The Obama administration released a warning Monday telling the nation’s landlords that it may be discriminatory for them to refuse to rent to those with criminal records.
The Fair Housing Act doesn’t include criminals as a protected class, but the Department of Housing and Urban Development (HUD) says refusing to rent based on a criminal record is a form of racial discrimination, due to racial imbalances in the U.S. justice system.
“The Fair Housing Act prohibits both intentional housing discrimination and housing practices that have an unjustified discriminatory effect because of race, national origin, or other protected characteristics,” say HUD’s newly-released guidelines. “Because of widespread racial and ethnic disparities in the U.S. criminal justice system, criminal history-based restrictions on access to housing are likely disproportionately to burden African-Americans and Hispanics. While the Act does not prohibit housing providers from appropriately considering criminal history information when making housing decisions, arbitrary and overbroad criminal history-related bans are likely to lack a legally sufficient justification.”
About 25 percent of Americans have some kind of criminal record, which can range from felony convictions to arrests that never led to charges. As HUD correctly notes, criminal history is not equally distributed across racial groups. For instance, while blacks are about 12 percent of the U.S. population, they are about 36 percent of the prison population. Hispanics are also overrepresented behind bars, though to a much smaller degree.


• REQUIRED WORK
Using the data below, show every line where the word "band" occurs.

[Start of Attachment]

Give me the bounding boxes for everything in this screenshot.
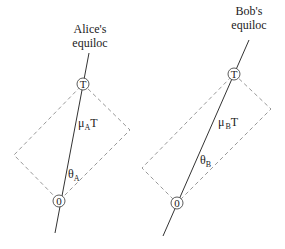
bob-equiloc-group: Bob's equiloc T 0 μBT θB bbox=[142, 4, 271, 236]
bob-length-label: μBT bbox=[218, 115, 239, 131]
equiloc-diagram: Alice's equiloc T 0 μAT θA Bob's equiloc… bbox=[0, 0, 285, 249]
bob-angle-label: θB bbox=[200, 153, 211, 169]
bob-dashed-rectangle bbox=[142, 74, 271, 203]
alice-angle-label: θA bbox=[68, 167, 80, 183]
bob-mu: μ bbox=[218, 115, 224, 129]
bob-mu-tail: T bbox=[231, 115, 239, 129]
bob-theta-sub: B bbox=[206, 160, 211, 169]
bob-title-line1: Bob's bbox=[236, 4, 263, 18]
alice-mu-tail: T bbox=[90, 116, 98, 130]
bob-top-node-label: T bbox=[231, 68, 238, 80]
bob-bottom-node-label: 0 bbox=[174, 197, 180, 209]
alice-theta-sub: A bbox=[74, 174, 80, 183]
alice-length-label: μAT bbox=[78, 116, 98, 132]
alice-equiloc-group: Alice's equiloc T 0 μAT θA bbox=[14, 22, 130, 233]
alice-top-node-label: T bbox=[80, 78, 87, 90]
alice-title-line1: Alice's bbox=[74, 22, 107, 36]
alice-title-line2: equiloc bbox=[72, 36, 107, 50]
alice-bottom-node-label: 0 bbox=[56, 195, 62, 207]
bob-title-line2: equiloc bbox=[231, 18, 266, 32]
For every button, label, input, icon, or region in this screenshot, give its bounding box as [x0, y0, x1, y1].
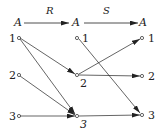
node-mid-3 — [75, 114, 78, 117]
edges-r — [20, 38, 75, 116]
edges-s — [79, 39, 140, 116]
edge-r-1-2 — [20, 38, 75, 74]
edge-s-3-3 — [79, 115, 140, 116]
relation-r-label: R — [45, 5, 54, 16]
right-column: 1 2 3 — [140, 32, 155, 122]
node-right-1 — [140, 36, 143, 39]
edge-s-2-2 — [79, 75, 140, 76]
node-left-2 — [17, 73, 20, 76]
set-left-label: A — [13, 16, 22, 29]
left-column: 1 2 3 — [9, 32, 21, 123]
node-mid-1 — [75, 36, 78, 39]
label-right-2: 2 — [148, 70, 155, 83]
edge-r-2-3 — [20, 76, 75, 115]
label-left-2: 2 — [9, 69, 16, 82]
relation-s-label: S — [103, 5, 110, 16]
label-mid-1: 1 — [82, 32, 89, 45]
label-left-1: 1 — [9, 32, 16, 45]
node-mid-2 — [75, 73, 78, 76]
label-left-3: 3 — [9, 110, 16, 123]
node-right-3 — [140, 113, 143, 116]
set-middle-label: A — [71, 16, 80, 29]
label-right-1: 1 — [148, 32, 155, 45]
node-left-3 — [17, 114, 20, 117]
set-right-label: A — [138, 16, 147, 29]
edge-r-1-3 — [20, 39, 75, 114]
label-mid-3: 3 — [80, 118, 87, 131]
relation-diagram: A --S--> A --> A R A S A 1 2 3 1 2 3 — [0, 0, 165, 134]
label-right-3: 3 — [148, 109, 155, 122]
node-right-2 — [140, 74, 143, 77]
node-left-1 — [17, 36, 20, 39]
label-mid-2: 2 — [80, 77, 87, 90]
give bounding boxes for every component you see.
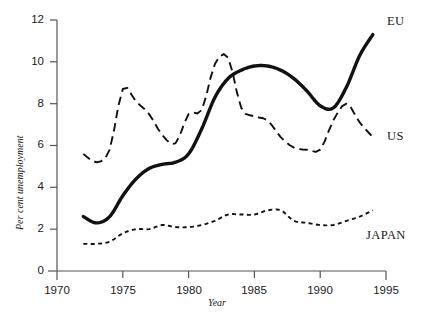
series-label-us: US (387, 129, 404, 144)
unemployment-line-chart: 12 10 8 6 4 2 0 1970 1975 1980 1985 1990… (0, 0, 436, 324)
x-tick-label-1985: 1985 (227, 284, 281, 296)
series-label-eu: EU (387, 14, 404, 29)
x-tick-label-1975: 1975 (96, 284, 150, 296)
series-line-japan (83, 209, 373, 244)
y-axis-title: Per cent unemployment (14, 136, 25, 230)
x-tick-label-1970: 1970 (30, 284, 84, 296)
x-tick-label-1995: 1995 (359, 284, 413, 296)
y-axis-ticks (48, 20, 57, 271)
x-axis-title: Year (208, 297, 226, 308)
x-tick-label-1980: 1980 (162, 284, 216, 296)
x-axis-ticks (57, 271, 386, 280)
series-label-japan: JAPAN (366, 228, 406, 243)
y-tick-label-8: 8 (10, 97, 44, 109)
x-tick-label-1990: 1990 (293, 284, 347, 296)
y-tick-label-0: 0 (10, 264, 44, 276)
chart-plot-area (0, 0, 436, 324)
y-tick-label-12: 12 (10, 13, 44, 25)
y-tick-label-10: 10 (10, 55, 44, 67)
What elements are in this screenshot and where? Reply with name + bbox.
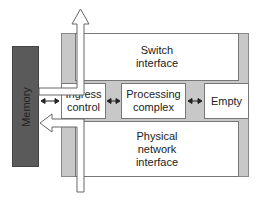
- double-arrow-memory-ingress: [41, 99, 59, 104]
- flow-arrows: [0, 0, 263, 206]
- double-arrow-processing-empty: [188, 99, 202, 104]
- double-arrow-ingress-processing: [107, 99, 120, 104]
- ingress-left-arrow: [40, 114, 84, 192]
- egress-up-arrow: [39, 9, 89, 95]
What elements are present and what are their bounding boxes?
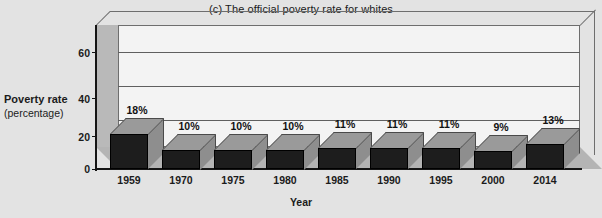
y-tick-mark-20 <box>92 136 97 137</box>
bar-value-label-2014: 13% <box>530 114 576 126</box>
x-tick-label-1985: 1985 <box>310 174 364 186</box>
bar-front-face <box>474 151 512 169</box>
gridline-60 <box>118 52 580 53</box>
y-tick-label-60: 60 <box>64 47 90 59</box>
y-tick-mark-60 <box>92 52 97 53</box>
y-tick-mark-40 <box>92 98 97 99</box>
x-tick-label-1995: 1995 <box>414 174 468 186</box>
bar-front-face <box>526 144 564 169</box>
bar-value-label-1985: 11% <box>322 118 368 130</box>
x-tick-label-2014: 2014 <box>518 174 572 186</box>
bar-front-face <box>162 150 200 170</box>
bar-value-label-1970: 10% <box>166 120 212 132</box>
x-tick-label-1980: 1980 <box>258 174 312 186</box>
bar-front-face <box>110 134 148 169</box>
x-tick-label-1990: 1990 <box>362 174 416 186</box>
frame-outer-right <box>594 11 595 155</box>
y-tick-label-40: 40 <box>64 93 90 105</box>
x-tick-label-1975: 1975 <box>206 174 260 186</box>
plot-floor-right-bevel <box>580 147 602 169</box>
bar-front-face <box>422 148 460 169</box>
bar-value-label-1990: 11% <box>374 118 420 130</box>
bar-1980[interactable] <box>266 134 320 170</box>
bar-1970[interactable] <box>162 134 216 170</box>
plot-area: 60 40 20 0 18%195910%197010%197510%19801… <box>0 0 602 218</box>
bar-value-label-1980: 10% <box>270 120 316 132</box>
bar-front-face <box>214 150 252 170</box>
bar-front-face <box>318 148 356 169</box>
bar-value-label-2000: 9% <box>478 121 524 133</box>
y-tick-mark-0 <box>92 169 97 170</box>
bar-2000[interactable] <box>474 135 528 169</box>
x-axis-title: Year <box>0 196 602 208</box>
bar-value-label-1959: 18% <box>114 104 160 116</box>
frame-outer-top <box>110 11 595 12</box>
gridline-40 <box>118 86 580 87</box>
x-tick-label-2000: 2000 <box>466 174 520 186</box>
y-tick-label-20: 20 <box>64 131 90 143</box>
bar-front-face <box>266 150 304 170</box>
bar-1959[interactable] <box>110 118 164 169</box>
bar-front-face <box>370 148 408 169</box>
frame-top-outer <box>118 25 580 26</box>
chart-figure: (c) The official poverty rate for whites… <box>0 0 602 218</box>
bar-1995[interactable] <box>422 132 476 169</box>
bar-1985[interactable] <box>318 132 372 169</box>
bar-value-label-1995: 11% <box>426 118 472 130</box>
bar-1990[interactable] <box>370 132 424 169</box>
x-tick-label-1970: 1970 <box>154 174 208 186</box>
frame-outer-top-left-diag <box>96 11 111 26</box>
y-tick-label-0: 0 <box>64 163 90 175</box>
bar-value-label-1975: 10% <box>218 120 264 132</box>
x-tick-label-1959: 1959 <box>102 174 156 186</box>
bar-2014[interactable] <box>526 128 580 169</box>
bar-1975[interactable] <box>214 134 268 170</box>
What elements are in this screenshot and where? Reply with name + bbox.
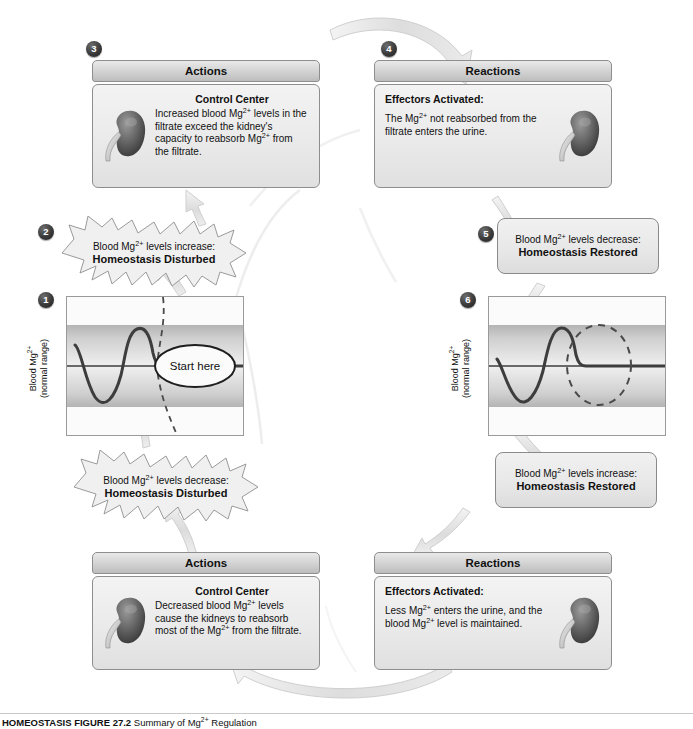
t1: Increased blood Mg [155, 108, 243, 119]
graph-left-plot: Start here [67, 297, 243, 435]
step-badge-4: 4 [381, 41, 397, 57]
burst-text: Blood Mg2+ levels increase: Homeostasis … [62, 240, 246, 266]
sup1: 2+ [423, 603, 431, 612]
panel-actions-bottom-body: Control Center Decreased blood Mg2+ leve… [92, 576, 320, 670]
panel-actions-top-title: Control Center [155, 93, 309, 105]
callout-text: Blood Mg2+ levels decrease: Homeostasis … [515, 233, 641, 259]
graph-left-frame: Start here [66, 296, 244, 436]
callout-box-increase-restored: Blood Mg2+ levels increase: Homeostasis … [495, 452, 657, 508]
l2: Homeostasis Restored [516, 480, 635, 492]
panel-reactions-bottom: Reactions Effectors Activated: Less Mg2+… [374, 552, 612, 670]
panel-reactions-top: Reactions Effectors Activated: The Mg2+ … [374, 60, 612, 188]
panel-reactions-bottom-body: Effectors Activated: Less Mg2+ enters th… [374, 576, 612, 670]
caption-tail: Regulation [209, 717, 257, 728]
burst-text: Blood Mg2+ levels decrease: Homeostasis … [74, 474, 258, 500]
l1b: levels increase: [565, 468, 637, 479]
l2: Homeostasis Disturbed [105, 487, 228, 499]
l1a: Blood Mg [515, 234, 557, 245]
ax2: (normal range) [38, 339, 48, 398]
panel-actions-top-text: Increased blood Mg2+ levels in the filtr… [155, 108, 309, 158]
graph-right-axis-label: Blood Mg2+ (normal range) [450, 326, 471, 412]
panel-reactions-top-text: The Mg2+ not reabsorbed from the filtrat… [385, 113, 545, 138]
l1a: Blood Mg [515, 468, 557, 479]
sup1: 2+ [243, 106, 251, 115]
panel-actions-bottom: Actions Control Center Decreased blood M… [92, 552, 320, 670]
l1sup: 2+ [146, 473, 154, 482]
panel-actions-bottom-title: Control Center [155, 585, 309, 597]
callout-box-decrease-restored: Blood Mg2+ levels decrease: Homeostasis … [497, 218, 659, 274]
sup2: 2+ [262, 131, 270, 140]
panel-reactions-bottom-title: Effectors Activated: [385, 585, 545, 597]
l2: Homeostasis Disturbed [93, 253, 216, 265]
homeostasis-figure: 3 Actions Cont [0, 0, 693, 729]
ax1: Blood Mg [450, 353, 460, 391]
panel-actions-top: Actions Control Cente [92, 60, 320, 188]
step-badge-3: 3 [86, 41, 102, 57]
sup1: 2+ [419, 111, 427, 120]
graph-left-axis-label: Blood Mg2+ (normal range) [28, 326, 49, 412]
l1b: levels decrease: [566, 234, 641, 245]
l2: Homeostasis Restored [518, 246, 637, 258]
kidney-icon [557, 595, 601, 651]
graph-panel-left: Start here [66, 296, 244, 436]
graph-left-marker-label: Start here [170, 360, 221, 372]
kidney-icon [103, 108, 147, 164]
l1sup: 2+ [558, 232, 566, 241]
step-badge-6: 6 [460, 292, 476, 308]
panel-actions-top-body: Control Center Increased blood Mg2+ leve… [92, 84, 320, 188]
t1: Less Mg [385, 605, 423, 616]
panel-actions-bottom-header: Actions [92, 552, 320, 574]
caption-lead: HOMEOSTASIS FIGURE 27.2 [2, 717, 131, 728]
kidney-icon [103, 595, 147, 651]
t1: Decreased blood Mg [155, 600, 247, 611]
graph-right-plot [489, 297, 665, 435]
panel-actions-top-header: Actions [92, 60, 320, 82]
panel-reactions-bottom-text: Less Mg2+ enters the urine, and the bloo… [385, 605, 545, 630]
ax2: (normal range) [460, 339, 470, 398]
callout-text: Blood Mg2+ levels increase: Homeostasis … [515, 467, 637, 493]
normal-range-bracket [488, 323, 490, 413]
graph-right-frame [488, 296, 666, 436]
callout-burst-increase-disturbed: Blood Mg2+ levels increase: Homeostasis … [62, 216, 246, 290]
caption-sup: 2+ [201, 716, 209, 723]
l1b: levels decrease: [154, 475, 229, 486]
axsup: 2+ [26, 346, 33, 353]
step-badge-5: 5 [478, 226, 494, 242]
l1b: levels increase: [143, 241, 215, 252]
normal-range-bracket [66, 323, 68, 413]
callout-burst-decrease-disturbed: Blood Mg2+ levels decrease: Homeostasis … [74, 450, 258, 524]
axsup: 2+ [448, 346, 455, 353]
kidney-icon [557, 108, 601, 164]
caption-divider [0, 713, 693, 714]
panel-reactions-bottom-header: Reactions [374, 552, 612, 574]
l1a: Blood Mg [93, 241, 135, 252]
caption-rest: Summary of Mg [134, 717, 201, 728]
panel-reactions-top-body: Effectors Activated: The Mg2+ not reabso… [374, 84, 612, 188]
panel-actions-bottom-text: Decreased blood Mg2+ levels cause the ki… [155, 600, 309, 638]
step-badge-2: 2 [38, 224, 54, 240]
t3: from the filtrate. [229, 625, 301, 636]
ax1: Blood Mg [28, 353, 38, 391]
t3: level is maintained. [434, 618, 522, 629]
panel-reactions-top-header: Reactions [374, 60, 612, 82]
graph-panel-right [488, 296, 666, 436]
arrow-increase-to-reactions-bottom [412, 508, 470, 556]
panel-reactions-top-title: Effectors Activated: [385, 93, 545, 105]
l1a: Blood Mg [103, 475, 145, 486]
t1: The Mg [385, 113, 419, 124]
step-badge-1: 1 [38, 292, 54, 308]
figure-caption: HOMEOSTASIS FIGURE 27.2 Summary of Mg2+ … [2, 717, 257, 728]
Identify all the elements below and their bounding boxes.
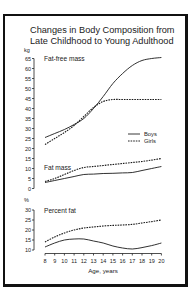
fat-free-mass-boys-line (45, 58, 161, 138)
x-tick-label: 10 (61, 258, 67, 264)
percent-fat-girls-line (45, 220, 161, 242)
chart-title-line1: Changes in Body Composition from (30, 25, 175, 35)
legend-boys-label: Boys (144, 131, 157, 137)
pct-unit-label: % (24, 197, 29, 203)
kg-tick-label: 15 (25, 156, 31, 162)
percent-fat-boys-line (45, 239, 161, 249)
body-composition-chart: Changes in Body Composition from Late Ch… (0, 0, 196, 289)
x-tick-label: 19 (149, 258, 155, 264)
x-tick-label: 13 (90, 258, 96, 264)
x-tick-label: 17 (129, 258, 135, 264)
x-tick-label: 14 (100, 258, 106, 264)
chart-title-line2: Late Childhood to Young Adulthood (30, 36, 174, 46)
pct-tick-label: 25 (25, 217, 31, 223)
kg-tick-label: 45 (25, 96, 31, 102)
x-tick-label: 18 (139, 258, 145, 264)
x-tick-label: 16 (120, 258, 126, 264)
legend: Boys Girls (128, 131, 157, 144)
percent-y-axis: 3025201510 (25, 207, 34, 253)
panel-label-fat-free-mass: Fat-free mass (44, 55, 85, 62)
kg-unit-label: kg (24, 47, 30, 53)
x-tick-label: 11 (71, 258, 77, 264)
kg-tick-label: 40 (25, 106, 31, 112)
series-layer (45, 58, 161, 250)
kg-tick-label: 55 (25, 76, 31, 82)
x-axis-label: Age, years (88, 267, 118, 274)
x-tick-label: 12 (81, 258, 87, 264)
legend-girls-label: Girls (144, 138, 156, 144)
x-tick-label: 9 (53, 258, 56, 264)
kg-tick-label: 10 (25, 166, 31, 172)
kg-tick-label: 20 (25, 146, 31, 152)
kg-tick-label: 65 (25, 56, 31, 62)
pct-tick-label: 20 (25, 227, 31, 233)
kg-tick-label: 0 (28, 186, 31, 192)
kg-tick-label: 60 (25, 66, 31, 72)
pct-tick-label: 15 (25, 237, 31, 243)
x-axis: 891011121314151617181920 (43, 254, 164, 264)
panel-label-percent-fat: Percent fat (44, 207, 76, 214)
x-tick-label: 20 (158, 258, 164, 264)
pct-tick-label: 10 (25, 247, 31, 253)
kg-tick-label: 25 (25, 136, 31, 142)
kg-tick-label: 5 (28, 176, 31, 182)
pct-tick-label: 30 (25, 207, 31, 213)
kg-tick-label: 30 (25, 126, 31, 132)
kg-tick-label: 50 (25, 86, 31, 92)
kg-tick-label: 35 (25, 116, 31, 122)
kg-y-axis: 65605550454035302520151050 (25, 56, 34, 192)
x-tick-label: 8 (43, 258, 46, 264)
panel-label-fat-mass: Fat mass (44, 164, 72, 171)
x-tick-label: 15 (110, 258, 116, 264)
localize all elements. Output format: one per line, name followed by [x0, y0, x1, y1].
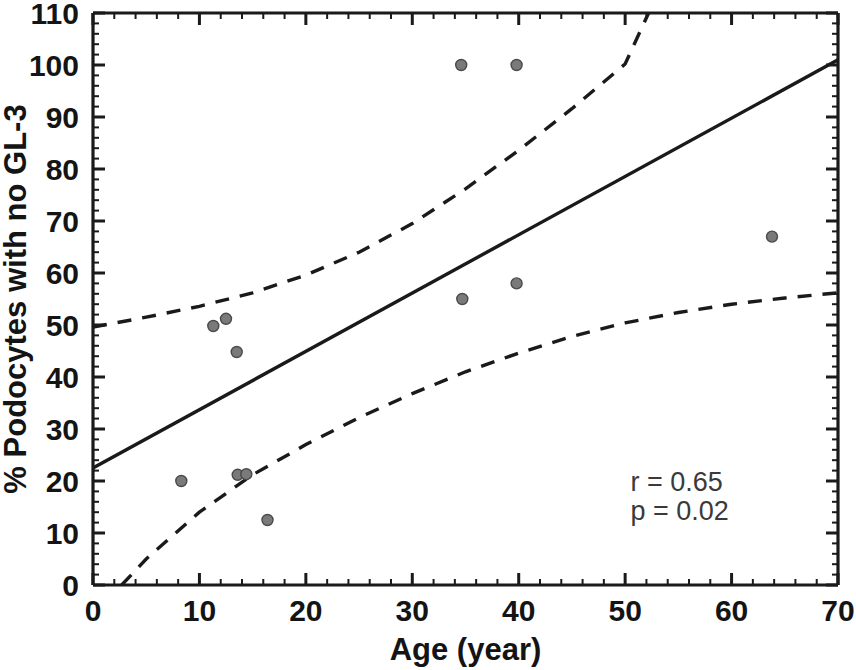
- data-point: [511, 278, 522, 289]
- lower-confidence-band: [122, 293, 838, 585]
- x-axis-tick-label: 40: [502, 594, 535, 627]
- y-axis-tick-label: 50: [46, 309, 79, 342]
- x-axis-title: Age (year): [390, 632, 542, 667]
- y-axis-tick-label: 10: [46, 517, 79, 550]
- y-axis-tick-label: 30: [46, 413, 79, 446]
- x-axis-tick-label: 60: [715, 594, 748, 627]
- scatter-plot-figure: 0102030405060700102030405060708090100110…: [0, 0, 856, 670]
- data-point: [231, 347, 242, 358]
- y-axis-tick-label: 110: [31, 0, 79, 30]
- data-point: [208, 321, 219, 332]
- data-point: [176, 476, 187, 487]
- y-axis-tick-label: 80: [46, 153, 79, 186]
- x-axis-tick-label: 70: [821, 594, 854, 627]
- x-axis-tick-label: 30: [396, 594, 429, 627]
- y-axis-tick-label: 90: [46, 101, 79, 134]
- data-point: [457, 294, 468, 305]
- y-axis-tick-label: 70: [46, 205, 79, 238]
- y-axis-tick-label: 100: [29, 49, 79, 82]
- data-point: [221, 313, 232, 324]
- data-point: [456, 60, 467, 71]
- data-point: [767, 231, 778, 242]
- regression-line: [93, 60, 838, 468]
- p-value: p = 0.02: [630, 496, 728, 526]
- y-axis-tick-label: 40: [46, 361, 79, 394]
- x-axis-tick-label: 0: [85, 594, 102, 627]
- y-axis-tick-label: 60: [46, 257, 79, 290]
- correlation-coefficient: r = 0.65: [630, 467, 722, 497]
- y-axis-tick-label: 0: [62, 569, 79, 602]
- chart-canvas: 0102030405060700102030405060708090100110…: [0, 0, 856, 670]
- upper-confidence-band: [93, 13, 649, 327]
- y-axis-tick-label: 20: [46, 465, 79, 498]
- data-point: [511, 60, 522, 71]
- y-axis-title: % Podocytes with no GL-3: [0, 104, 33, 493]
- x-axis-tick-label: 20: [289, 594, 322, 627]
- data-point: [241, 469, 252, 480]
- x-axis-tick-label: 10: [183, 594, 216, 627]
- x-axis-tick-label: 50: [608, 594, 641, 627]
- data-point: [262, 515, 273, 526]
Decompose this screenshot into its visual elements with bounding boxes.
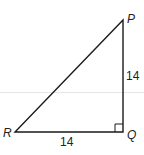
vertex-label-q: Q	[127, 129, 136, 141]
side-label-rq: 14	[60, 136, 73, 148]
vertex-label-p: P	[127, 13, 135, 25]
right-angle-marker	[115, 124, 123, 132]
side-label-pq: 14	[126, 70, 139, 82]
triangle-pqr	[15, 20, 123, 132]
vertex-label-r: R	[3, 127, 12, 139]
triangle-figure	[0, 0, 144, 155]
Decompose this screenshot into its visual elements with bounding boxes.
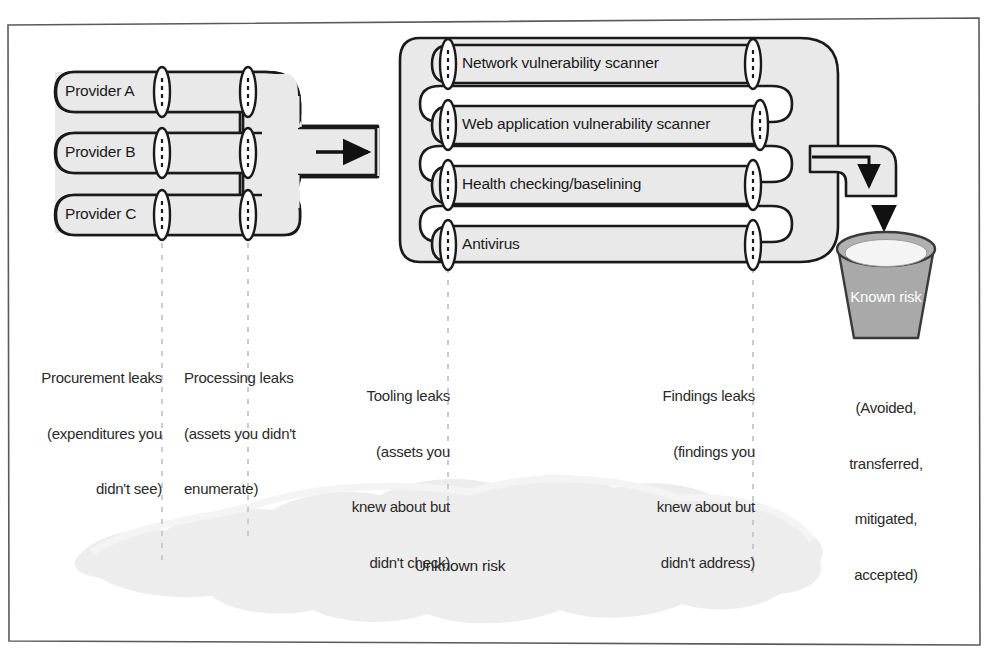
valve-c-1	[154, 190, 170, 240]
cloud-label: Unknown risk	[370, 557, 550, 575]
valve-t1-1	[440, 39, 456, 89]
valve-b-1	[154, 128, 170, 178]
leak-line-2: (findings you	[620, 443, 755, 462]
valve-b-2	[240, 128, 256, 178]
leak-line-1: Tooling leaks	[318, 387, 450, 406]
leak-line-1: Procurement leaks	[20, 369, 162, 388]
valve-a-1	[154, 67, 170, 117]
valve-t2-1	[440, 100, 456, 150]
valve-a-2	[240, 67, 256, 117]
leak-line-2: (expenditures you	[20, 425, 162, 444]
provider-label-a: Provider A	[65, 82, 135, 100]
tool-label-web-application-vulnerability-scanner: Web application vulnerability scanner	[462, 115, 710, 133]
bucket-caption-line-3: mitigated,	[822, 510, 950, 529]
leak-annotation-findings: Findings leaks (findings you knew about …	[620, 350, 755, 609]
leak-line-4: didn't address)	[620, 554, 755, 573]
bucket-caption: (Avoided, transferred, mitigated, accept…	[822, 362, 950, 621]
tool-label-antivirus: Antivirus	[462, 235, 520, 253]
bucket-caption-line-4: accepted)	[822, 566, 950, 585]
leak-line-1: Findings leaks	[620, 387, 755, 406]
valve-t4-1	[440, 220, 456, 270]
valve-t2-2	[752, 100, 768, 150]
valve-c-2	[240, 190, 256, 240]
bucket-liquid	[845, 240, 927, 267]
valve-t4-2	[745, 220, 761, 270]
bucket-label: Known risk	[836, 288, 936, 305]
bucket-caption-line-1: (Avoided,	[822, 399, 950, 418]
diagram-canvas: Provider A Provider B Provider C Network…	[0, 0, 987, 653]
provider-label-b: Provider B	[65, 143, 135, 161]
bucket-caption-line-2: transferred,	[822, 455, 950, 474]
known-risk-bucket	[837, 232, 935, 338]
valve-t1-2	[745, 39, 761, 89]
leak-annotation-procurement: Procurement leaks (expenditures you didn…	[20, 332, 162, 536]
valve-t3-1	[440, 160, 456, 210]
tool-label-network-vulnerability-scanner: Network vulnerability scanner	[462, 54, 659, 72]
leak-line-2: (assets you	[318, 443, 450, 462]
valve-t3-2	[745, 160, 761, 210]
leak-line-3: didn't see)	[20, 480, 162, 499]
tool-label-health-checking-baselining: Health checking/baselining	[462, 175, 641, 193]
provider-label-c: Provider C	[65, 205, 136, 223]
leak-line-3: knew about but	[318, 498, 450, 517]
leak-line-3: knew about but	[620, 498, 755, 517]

[End of Attachment]

• ANSWER SPACE
- lower-confidence-band: [122, 293, 838, 585]
- upper-confidence-band: [93, 13, 649, 327]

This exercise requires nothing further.